Has anyone else observed these kinds of problems during/after heavy
swapping activity?
1. Random g++ crashes, which go away as soon as you retry.
2. System hang/freeze just after a successful "swapoff -a".
My setup is:
i486/33, 8 MB RAM, 10 MB swap partition + 7 MB swap file,
2 IDE disks, Mitsumi CD-ROM,
kernel 2.0.6 without networking.
Detailed description:
1. During compilation of several hundred C++ files, g++ crashes on some
of them with signal 11 or "internal compiler error". The compilation
of each of these files needs about 10 to 17 megabytes memory. It swaps
heavily.
No way to reproduce the crashes: When "make" is restarted immediately
afterwards, in the same environment, from the same "bash" process,
it works fine - but then a similar error occurs a couple of files later.
Under these circumstances, it doesn't seem to be g++ bug: Even
the nastiest g++ bugs are usually reproducible.
It is probably not a hardware problem: Bad RAM? No, gcc compilations
(which need much less memory, hence rarely swap) don't show up these
problems. Bad disk?
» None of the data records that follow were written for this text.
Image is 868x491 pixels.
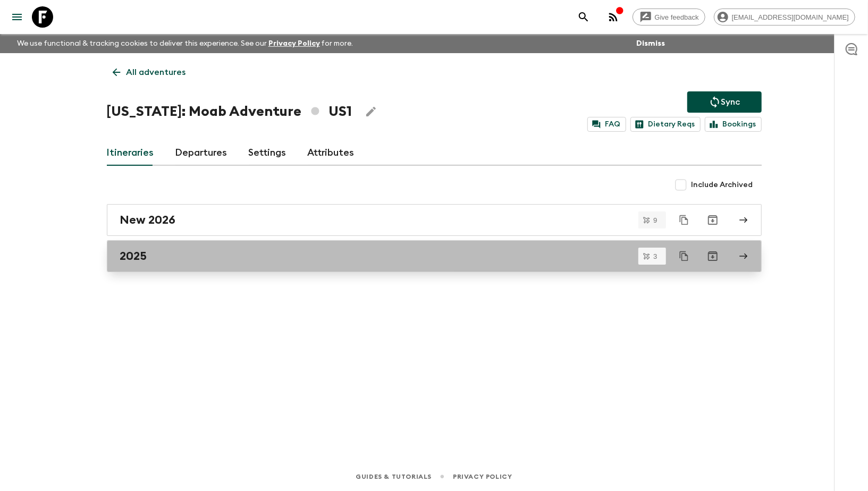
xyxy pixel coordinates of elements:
[308,140,355,166] a: Attributes
[453,471,512,482] a: Privacy Policy
[588,117,626,132] a: FAQ
[714,9,855,26] div: [EMAIL_ADDRESS][DOMAIN_NAME]
[127,66,186,79] p: All adventures
[726,13,855,21] span: [EMAIL_ADDRESS][DOMAIN_NAME]
[107,140,154,166] a: Itineraries
[649,13,705,21] span: Give feedback
[634,36,668,51] button: Dismiss
[107,62,192,83] a: All adventures
[631,117,700,132] a: Dietary Reqs
[573,6,595,28] button: search adventures
[249,140,287,166] a: Settings
[632,9,705,26] a: Give feedback
[687,91,762,113] button: Sync adventure departures to the booking engine
[675,210,694,230] button: Duplicate
[360,101,382,122] button: Edit Adventure Title
[107,240,762,272] a: 2025
[13,34,358,53] p: We use functional & tracking cookies to deliver this experience. See our for more.
[692,179,753,190] span: Include Archived
[356,471,431,482] a: Guides & Tutorials
[705,117,762,132] a: Bookings
[647,253,663,260] span: 3
[268,40,320,47] a: Privacy Policy
[702,246,724,267] button: Archive
[107,101,352,122] h1: [US_STATE]: Moab Adventure US1
[120,249,147,263] h2: 2025
[702,210,724,230] button: Archive
[675,247,694,266] button: Duplicate
[6,6,28,28] button: menu
[647,217,663,223] span: 9
[721,96,741,108] p: Sync
[120,213,176,227] h2: New 2026
[107,204,762,236] a: New 2026
[176,140,227,166] a: Departures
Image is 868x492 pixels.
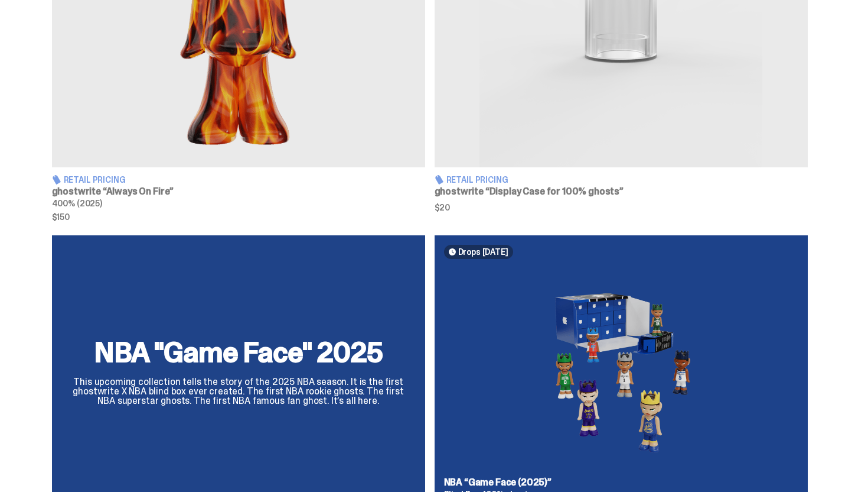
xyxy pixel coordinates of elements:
h3: ghostwrite “Display Case for 100% ghosts” [435,187,808,197]
h3: NBA “Game Face (2025)” [444,477,799,487]
span: $20 [435,203,808,212]
span: $150 [52,212,425,221]
span: Retail Pricing [447,176,508,184]
p: This upcoming collection tells the story of the 2025 NBA season. It is the first ghostwrite X NBA... [66,377,411,406]
h3: ghostwrite “Always On Fire” [52,187,425,197]
img: Game Face (2025) [444,268,799,468]
h2: NBA "Game Face" 2025 [66,338,411,367]
span: Drops [DATE] [459,247,508,257]
span: Retail Pricing [64,176,126,184]
span: 400% (2025) [52,198,102,208]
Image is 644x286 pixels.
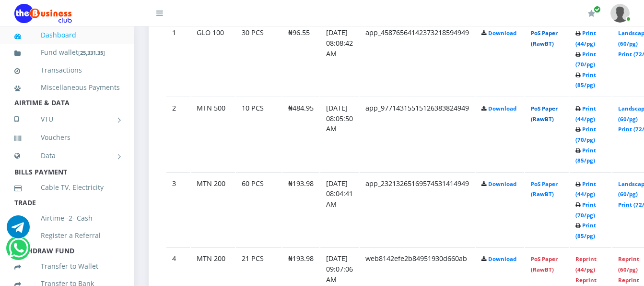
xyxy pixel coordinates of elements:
[531,29,558,47] a: PoS Paper (RawBT)
[78,49,105,56] small: [ ]
[9,244,28,260] a: Chat for support
[488,255,517,263] a: Download
[320,21,359,95] td: [DATE] 08:08:42 AM
[488,104,517,112] a: Download
[488,29,517,37] a: Download
[320,96,359,171] td: [DATE] 08:05:50 AM
[283,172,320,247] td: ₦193.98
[80,49,103,56] b: 25,331.35
[236,21,282,95] td: 30 PCS
[14,76,120,99] a: Miscellaneous Payments
[588,10,596,17] i: Renew/Upgrade Subscription
[594,6,601,13] span: Renew/Upgrade Subscription
[236,96,282,171] td: 10 PCS
[166,96,190,171] td: 2
[360,21,475,95] td: app_45876564142373218594949
[531,104,558,123] a: PoS Paper (RawBT)
[283,96,320,171] td: ₦484.95
[576,104,596,123] a: Print (44/pg)
[14,207,120,229] a: Airtime -2- Cash
[488,180,517,187] a: Download
[14,224,120,247] a: Register a Referral
[14,144,120,168] a: Data
[576,50,596,69] a: Print (70/pg)
[576,255,597,273] a: Reprint (44/pg)
[14,41,120,64] a: Fund wallet[25,331.35]
[166,21,190,95] td: 1
[7,223,30,238] a: Chat for support
[576,221,596,239] a: Print (85/pg)
[14,59,120,81] a: Transactions
[576,71,596,89] a: Print (85/pg)
[576,147,596,164] a: Print (85/pg)
[531,255,558,273] a: PoS Paper (RawBT)
[360,172,475,247] td: app_23213265169574531414949
[14,255,120,277] a: Transfer to Wallet
[576,29,596,47] a: Print (44/pg)
[166,172,190,247] td: 3
[610,4,630,23] img: User
[14,126,120,148] a: Vouchers
[576,126,596,143] a: Print (70/pg)
[14,4,72,23] img: Logo
[191,21,235,95] td: GLO 100
[14,107,120,131] a: VTU
[14,176,120,199] a: Cable TV, Electricity
[191,96,235,171] td: MTN 500
[14,24,120,46] a: Dashboard
[576,201,596,219] a: Print (70/pg)
[360,96,475,171] td: app_97714315515126383824949
[191,172,235,247] td: MTN 200
[283,21,320,95] td: ₦96.55
[236,172,282,247] td: 60 PCS
[531,180,558,198] a: PoS Paper (RawBT)
[618,255,639,273] a: Reprint (60/pg)
[320,172,359,247] td: [DATE] 08:04:41 AM
[576,180,596,198] a: Print (44/pg)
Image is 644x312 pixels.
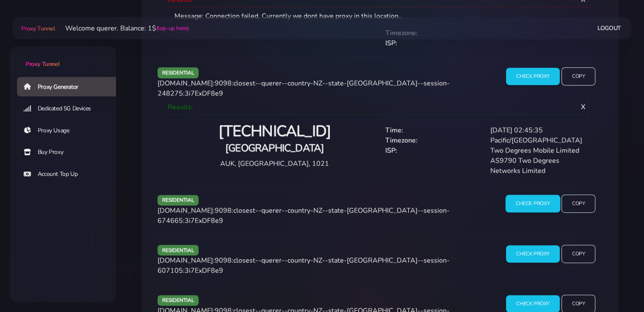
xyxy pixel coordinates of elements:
[21,25,55,33] span: Proxy Tunnel
[19,21,55,35] a: Proxy Tunnel
[17,165,123,184] a: Account Top Up
[506,246,560,263] input: Check Proxy
[158,195,199,206] span: residential
[574,96,592,119] span: X
[26,60,59,68] span: Proxy Tunnel
[380,146,486,155] div: ISP:
[506,68,560,85] input: Check Proxy
[17,121,123,141] a: Proxy Usage
[485,136,591,146] div: Pacific/[GEOGRAPHIC_DATA]
[175,141,375,155] h4: [GEOGRAPHIC_DATA]
[506,195,560,213] input: Check Proxy
[10,46,116,69] a: Proxy Tunnel
[562,68,595,85] input: Copy
[380,136,486,146] div: Timezone:
[485,125,591,136] div: [DATE] 02:45:35
[603,271,634,302] iframe: Webchat Widget
[380,38,486,48] div: ISP:
[158,295,199,306] span: residential
[485,146,591,155] div: Two Degrees Mobile Limited
[562,195,595,213] input: Copy
[158,68,199,78] span: residential
[55,23,189,33] li: Welcome querer. Balance: 1$
[17,99,123,119] a: Dedicated 5G Devices
[158,79,450,98] span: [DOMAIN_NAME]:9098:closest--querer--country-NZ--state-[GEOGRAPHIC_DATA]--session-248275:3i7ExDF8e9
[17,143,123,162] a: Buy Proxy
[597,20,621,36] a: Logout
[156,24,189,33] a: (top-up here)
[168,102,193,112] span: Results:
[158,256,450,276] span: [DOMAIN_NAME]:9098:closest--querer--country-NZ--state-[GEOGRAPHIC_DATA]--session-607105:3i7ExDF8e9
[158,245,199,256] span: residential
[17,77,123,97] a: Proxy Generator
[175,122,375,142] h2: [TECHNICAL_ID]
[168,9,592,48] div: Message: Connection failed, Currently we dont have proxy in this location..
[220,159,329,168] span: AUK, [GEOGRAPHIC_DATA], 1021
[158,206,450,226] span: [DOMAIN_NAME]:9098:closest--querer--country-NZ--state-[GEOGRAPHIC_DATA]--session-674665:3i7ExDF8e9
[485,155,591,176] div: AS9790 Two Degrees Networks Limited
[562,245,595,263] input: Copy
[380,125,486,136] div: Time:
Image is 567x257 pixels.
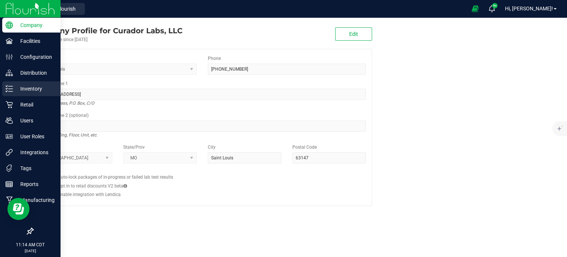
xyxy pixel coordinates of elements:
[39,169,366,173] h2: Configs
[13,100,57,109] p: Retail
[292,144,317,150] label: Postal Code
[335,27,372,41] button: Edit
[6,21,13,29] inline-svg: Company
[13,132,57,141] p: User Roles
[6,69,13,76] inline-svg: Distribution
[6,53,13,61] inline-svg: Configuration
[13,52,57,61] p: Configuration
[13,163,57,172] p: Tags
[493,4,496,7] span: 9+
[13,195,57,204] p: Manufacturing
[32,25,182,36] div: Curador Labs, LLC
[13,148,57,156] p: Integrations
[13,116,57,125] p: Users
[123,144,145,150] label: State/Prov
[6,37,13,45] inline-svg: Facilities
[6,132,13,140] inline-svg: User Roles
[39,89,366,100] input: Address
[13,68,57,77] p: Distribution
[13,84,57,93] p: Inventory
[32,36,182,43] div: Account active since [DATE]
[6,85,13,92] inline-svg: Inventory
[3,248,57,253] p: [DATE]
[58,191,121,197] label: Enable integration with Lendica
[3,241,57,248] p: 11:14 AM CDT
[6,101,13,108] inline-svg: Retail
[13,179,57,188] p: Reports
[39,112,89,118] label: Address Line 2 (optional)
[7,197,30,220] iframe: Resource center
[58,173,173,180] label: Auto-lock packages of in-progress or failed lab test results
[6,148,13,156] inline-svg: Integrations
[208,144,216,150] label: City
[505,6,553,11] span: Hi, [PERSON_NAME]!
[349,31,358,37] span: Edit
[6,117,13,124] inline-svg: Users
[6,164,13,172] inline-svg: Tags
[6,180,13,187] inline-svg: Reports
[13,37,57,45] p: Facilities
[39,99,94,107] i: Street address, P.O. Box, C/O
[6,196,13,203] inline-svg: Manufacturing
[208,63,366,75] input: (123) 456-7890
[208,55,221,62] label: Phone
[208,152,281,163] input: City
[39,120,366,131] input: Suite, Building, Unit, etc.
[13,21,57,30] p: Company
[39,130,97,139] i: Suite, Building, Floor, Unit, etc.
[58,182,127,189] label: Opt in to retail discounts V2 beta
[467,1,483,16] span: Open Ecommerce Menu
[292,152,366,163] input: Postal Code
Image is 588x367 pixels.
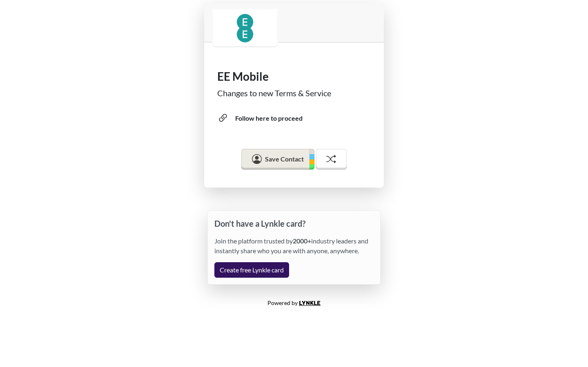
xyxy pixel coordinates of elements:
strong: 2000+ [292,237,311,245]
span: Save Contact [265,155,304,163]
h1: EE Mobile [217,70,371,84]
div: Follow here to proceed [235,114,303,124]
div: Join the platform trusted by industry leaders and instantly share who you are with anyone, anywhere. [215,236,373,263]
button: Save Contact [241,149,314,170]
div: Changes to new Terms & Service [217,87,371,100]
a: Follow here to proceed [217,106,377,131]
img: logo [213,10,277,46]
a: Create free Lynkle card [215,263,289,278]
p: Don't have a Lynkle card? [215,218,373,230]
a: Lynkle [299,300,320,307]
small: Powered by [268,299,320,306]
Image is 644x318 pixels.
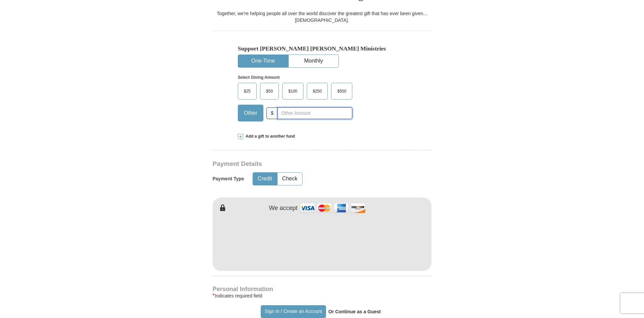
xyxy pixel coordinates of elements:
h4: We accept [269,205,298,212]
h5: Support [PERSON_NAME] [PERSON_NAME] Ministries [238,45,406,52]
h3: Payment Details [212,160,384,168]
span: $25 [241,86,254,96]
h4: Personal Information [212,286,432,292]
div: Indicates required field [212,292,432,300]
button: Credit [253,173,277,185]
strong: Select Giving Amount [238,75,280,80]
button: One-Time [238,55,288,67]
span: $500 [334,86,350,96]
button: Sign In / Create an Account [261,305,326,318]
strong: Or Continue as a Guest [329,309,381,314]
span: Other [241,108,261,118]
h5: Payment Type [212,176,244,182]
img: credit cards accepted [299,201,367,216]
span: $100 [285,86,301,96]
div: Together, we're helping people all over the world discover the greatest gift that has ever been g... [212,10,432,23]
button: Monthly [289,55,338,67]
span: $ [267,107,278,119]
span: $50 [263,86,276,96]
input: Other Amount [278,107,353,119]
span: Add a gift to another fund [243,134,295,139]
button: Check [278,173,302,185]
span: $250 [310,86,326,96]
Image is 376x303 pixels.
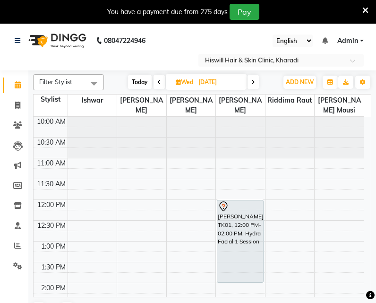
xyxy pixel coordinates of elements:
[34,94,68,104] div: Stylist
[104,27,145,54] b: 08047224946
[229,4,259,20] button: Pay
[68,94,117,106] span: Ishwar
[35,158,68,168] div: 11:00 AM
[39,262,68,272] div: 1:30 PM
[283,76,316,89] button: ADD NEW
[217,200,263,282] div: [PERSON_NAME], TK01, 12:00 PM-02:00 PM, Hydra Facial 1 Session
[35,179,68,189] div: 11:30 AM
[107,7,228,17] div: You have a payment due from 275 days
[39,241,68,251] div: 1:00 PM
[314,94,363,116] span: [PERSON_NAME] mousi
[173,78,195,85] span: Wed
[216,94,265,116] span: [PERSON_NAME]
[39,283,68,293] div: 2:00 PM
[195,75,243,89] input: 2025-09-03
[117,94,166,116] span: [PERSON_NAME]
[337,36,358,46] span: Admin
[286,78,313,85] span: ADD NEW
[35,200,68,210] div: 12:00 PM
[35,117,68,127] div: 10:00 AM
[35,220,68,230] div: 12:30 PM
[24,27,89,54] img: logo
[39,78,72,85] span: Filter Stylist
[35,137,68,147] div: 10:30 AM
[265,94,314,106] span: riddima raut
[128,75,152,89] span: Today
[167,94,216,116] span: [PERSON_NAME]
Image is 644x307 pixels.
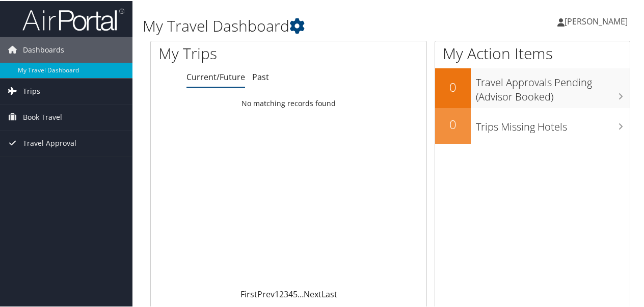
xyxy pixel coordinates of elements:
[435,115,471,132] h2: 0
[241,287,257,299] a: First
[293,287,298,299] a: 5
[565,15,628,26] span: [PERSON_NAME]
[23,77,40,103] span: Trips
[23,7,124,30] img: airportal-logo.png
[322,287,337,299] a: Last
[288,287,293,299] a: 4
[435,41,630,63] h1: My Action Items
[252,71,269,82] a: Past
[304,287,322,299] a: Next
[435,107,630,143] a: 0Trips Missing Hotels
[23,130,76,155] span: Travel Approval
[186,71,245,82] a: Current/Future
[280,287,284,299] a: 2
[151,93,427,112] td: No matching records found
[557,5,638,36] a: [PERSON_NAME]
[158,41,304,63] h1: My Trips
[23,104,62,129] span: Book Travel
[476,114,630,133] h3: Trips Missing Hotels
[275,287,280,299] a: 1
[284,287,288,299] a: 3
[143,14,474,36] h1: My Travel Dashboard
[476,70,630,103] h3: Travel Approvals Pending (Advisor Booked)
[435,77,471,95] h2: 0
[257,287,275,299] a: Prev
[298,287,304,299] span: …
[23,36,64,62] span: Dashboards
[435,67,630,106] a: 0Travel Approvals Pending (Advisor Booked)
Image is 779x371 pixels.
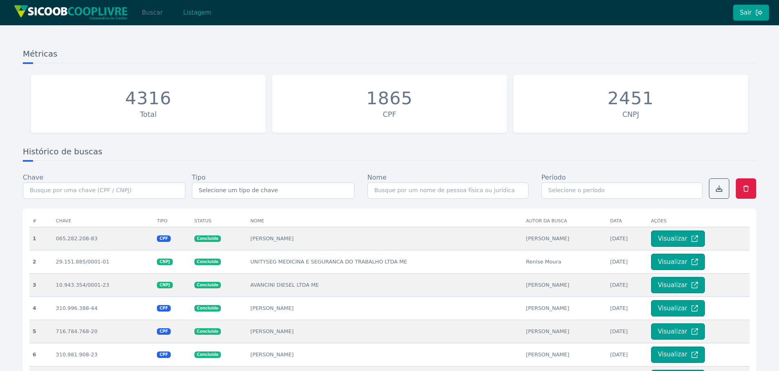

No, I haven't had a single bad sector on these
disks in 4 years.
This happens with kernel 2.0.6 as well as will 2.0.17.
2. In a situation where everything should fit in memory. "swapoff -a" goes
like a breeze, "free" reports no used swap, but then - just a couple
of seconds later - the mouse freezes, only Ctrl-Alt-+/- still work,
and another couple of seconds later the system is completely frozen.
The "swapoff" apparently had bad interaction with the X server.